SEATTLE (AP) -Former Indiana coach Kelvin Sampson emerged with a smile from an eight-hour, closed-door hearing before a NCAA panel that will determine whether he violated recruiting rules.
“Hey, guys. How you doing?” Sampson asked Friday evening when he was surprised in a hallway by an Associated Press reporter while leaving Hotel Deca.
He was with his lawyers after a day full of end runs around public view. Throughout the day, men in suits and ties served as lookouts for inquiring minds from the back service exits of the hotel.
“It went well. It’s a process,” Sampson said of the hearing based on the NCAA’s accusations of Sampson providing false and misleading information to investigators about more than 100 impermissible calls.
The NCAA also accuses Sampson, now an assistant coach with the Milwaukee Bucks, with knowingly violating NCAA recruiting restrictions imposed because of a previous phone-call scandal at Oklahoma.
When asked if the questioning went as he thought it would, Sampson said: “About what we expected.”
“We’ll be back tomorrow,” he added, before sliding closed the side door of a minivan that then drove him away.
Indiana senior associate athletic director Tim Fitzpatrick said the hearing will continue Saturday morning.
Stacey Osburn, associate director of media relations for the NCAA, said the decision on possible sanctions likely won’t be known for at least six weeks.
Indiana officials are trying to avoid additional penalties beyond the scholarship and recruiting restrictions the school imposed when the allegations came to light last year. They will issue a statement at the end of Saturday’s hearing.
Athletic director Rick Greenspan, current Hoosiers coach Tom Crean and Big Ten commissioner Jim Delany are among those attending. Greenspan and Crean refused comment.
When asked whether the day was as long as it seemed as he left the hearing room shortly after 6 p.m., Delany just laughed.
Former assistant coach Rob Senderoff, now an assistant at Kent State, appeared with an attorney and Kent State athletic director, Laing Kennedy. Senderoff, widely viewed as the fall-guy in this case, is accused of making recruiting calls in the presence of Sampson and handing the phone to recruits and recruits’ parents and coaches on recruiting trips, so they could speak to Sampson.
The NCAA banned all those practices when it handed down the Oklahoma punishment in May 2006.
Senderoff faces what the NCAA calls a show-cause penalty, which requires schools to get the NCAA infractions committee’s approval of their hire of a coach. If he receives a show-cause penalty, Kent State would have to either appeal that sanction or fire Senderoff.
Senderoff sneaked out a back door of the banquet room where the hearing was held with Kennedy and an attorney then walked down a back alley during a one-hour break for lunch. He looked spent and bewildered at the end of the day, his face flush.
“Going back to (my hotel) to get some rest,” Senderoff said, sighing. “Long day.”
Sampson has repeatedly denied he was knowingly involved in three-way calls, and Senderoff and Sampson both dispute the NCAA’s contention that they did not tell investigators the whole truth.
But the NCAA cited interviews with seven recruits, some of whom said Sampson, Senderoff and a third person were all on the phone at the same time. Sampson has questioned the credibility of the witnesses because he contends they made mistakes on dates, times and certain events that were discussed.
Questions also have been raised about whether school officials should have known about the phone calls earlier. And many around the storied IU program think Sampson should have been fired immediately when the allegations surfaced last summer.
The question for Greenspan and other Indiana officials is whether they’ve done enough to avoid more serious penalties, such as a postseason ban.
They may have to wait into August to find out.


Task item: From the entries below, list each line with "title".

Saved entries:
####################
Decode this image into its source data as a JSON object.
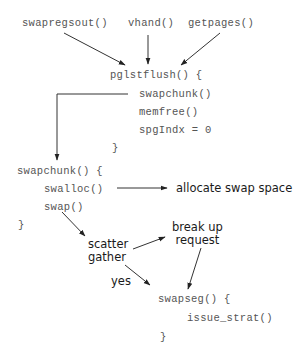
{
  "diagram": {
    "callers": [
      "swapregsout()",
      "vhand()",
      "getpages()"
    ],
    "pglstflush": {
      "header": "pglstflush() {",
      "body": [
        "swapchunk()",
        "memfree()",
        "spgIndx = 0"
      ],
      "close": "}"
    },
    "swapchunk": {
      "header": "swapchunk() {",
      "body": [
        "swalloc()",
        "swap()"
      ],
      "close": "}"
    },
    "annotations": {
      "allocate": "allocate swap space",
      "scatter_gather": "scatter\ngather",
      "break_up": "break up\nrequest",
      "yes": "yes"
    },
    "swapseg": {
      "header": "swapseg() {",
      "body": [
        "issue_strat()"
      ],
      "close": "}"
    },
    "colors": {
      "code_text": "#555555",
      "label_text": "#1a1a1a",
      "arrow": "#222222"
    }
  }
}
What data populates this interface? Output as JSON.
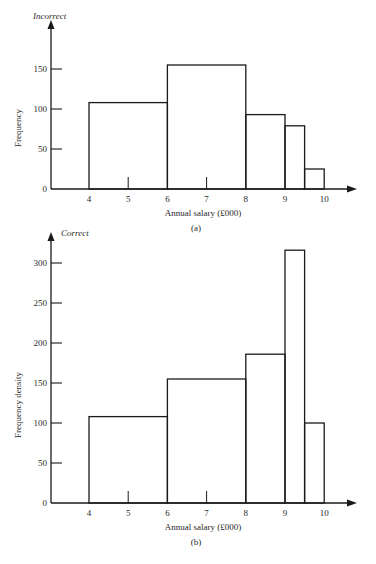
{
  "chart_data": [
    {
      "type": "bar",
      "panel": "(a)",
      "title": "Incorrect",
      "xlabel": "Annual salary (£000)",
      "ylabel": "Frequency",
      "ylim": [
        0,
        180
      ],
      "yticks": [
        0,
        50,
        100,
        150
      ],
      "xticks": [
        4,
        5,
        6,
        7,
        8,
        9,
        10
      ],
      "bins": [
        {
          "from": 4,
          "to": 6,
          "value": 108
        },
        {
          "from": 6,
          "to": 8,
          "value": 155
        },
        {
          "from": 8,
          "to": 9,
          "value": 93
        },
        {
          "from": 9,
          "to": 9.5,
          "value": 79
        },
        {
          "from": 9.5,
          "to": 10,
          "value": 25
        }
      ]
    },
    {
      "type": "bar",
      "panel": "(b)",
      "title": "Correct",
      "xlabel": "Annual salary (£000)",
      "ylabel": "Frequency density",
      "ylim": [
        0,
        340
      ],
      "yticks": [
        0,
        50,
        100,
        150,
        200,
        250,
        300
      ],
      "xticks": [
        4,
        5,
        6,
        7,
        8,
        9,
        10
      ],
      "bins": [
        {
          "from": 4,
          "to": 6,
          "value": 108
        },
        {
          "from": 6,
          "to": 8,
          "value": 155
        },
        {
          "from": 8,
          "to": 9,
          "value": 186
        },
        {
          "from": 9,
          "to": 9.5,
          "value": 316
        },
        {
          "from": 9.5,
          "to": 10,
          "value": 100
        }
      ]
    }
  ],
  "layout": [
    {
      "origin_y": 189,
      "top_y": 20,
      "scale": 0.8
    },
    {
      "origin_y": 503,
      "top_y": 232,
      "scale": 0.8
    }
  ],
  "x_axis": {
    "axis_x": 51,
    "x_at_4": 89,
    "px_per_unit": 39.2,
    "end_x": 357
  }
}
####################
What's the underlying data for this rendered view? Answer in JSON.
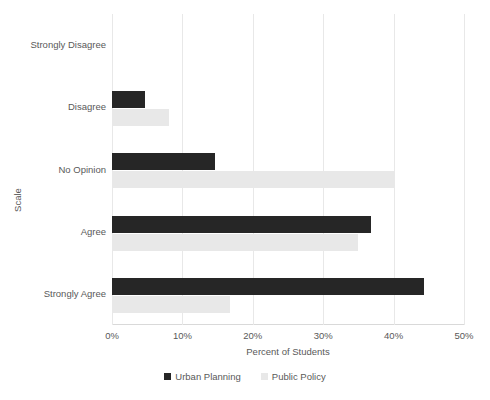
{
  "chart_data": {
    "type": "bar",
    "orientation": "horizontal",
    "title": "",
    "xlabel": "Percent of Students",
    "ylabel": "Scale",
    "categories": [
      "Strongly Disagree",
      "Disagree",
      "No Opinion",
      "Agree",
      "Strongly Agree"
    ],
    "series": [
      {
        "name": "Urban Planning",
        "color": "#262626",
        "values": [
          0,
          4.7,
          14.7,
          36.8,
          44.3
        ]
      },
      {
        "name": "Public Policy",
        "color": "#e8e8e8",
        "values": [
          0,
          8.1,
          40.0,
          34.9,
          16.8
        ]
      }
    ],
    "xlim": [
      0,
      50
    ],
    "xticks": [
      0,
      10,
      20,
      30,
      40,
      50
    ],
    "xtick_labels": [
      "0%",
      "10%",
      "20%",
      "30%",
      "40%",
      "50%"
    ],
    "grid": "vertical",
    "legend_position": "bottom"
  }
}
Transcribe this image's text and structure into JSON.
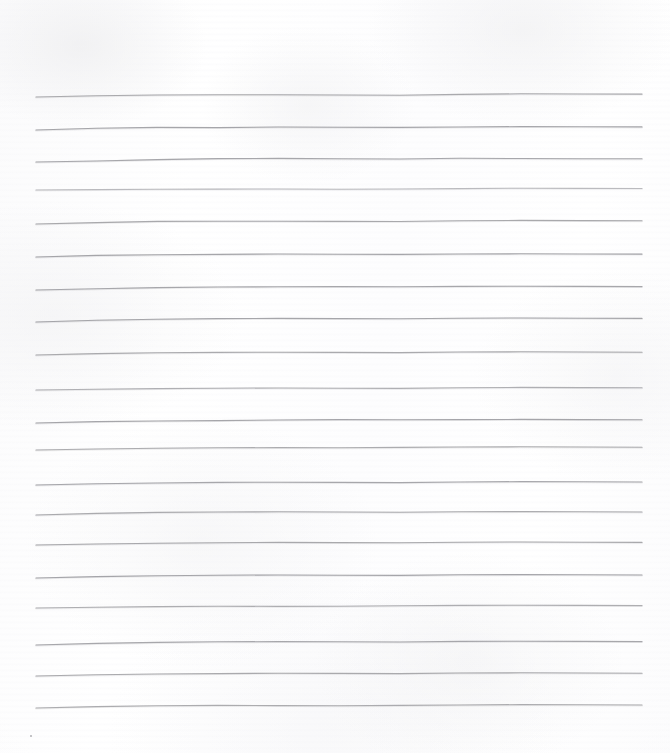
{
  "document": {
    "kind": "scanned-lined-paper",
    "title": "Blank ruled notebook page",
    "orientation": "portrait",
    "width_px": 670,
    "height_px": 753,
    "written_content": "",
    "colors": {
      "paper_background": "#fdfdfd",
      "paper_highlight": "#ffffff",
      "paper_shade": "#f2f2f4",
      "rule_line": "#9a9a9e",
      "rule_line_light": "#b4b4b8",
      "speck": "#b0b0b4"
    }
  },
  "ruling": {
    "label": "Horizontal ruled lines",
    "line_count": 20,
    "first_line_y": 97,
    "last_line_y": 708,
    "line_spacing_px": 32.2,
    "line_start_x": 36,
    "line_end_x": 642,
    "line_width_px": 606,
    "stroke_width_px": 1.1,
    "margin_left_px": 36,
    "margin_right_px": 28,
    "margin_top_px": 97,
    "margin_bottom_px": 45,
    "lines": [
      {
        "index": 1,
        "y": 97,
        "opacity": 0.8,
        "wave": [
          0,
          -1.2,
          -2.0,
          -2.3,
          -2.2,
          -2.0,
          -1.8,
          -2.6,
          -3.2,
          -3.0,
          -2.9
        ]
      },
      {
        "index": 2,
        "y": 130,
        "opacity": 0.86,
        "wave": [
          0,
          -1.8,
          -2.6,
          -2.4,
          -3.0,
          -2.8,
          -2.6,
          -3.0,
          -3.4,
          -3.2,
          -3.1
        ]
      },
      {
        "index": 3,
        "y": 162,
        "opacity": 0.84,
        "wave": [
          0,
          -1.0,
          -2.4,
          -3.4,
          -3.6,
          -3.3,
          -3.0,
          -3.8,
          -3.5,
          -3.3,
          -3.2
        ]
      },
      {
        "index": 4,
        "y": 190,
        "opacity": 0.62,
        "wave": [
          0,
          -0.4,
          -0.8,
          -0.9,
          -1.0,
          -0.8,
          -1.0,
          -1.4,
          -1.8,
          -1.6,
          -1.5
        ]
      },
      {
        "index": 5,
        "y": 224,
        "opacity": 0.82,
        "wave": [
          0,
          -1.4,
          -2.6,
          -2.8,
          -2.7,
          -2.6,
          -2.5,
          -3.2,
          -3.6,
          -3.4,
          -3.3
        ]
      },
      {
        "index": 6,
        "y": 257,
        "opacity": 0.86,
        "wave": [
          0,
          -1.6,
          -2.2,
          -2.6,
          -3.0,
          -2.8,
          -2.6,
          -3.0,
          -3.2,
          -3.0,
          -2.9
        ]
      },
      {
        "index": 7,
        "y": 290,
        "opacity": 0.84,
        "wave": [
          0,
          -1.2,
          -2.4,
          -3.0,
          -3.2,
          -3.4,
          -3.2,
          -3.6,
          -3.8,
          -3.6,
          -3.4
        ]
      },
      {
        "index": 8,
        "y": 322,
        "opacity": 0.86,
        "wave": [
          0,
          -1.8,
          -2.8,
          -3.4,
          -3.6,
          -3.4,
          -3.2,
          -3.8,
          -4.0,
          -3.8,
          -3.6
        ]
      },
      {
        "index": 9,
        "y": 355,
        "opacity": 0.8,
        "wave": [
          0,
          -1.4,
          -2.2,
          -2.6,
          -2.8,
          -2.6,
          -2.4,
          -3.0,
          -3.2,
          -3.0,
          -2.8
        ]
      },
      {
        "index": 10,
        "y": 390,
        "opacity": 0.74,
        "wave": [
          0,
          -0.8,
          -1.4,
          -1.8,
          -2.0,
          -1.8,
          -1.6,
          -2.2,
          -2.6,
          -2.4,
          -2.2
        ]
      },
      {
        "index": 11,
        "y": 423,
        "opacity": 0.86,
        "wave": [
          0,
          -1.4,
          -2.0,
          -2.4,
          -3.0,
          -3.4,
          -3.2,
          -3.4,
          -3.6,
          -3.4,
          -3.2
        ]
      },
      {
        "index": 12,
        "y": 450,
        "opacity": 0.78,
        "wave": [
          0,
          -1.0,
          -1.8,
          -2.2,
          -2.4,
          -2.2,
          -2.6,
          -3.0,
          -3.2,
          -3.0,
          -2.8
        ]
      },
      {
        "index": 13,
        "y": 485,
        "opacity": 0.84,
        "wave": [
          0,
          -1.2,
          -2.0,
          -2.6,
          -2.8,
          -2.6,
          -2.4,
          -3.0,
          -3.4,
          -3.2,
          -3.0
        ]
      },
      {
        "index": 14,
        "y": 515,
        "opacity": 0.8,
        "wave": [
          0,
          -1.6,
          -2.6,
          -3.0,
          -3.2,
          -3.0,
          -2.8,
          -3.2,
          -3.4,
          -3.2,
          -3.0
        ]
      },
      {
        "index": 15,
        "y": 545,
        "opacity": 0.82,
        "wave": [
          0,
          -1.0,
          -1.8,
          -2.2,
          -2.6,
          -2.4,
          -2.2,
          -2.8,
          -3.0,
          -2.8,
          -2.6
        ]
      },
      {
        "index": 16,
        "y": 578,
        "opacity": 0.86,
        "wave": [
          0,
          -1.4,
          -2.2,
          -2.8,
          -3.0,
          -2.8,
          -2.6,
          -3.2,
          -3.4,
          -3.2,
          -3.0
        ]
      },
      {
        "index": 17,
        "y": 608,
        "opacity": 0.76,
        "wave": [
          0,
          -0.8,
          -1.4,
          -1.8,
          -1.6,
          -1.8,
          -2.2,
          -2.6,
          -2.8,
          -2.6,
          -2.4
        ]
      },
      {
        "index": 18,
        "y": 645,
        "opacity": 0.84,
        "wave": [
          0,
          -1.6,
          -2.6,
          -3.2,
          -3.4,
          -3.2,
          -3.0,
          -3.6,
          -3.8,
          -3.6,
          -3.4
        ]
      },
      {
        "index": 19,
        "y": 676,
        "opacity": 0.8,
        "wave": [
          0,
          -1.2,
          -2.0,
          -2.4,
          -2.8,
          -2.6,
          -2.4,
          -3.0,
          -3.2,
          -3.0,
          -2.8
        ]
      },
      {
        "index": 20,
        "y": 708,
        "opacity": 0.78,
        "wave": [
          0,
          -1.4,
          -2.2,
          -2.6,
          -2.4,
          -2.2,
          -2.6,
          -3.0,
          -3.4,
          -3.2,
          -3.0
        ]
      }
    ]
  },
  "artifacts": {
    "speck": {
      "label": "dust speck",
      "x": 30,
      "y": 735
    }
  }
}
####################
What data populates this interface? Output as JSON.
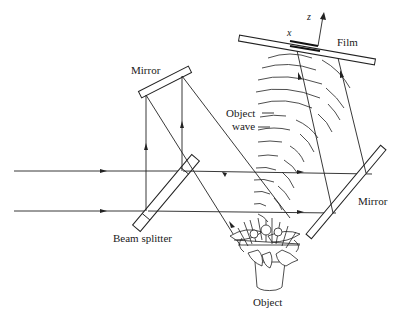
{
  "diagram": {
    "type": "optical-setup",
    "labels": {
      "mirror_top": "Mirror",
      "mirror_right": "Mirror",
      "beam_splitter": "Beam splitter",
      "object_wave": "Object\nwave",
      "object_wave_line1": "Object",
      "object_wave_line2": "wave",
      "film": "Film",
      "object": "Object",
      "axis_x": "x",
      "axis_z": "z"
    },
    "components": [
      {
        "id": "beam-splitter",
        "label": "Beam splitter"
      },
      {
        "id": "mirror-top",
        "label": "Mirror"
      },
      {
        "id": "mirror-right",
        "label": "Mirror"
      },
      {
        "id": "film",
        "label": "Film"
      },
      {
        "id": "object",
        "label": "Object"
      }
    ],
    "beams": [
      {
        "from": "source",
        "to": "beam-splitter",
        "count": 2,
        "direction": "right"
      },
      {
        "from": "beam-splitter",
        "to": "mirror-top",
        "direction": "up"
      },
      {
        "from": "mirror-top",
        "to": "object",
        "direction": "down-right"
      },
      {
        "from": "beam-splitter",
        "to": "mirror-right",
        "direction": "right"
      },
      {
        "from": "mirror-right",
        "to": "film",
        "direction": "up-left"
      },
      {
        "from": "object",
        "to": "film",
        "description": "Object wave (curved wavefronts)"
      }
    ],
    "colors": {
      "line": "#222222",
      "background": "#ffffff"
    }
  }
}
####################
Exercise output:
      "title": "Incorrect",
      "title": "Correct",
    "title": "",
    "title": "Blank ruled notebook page",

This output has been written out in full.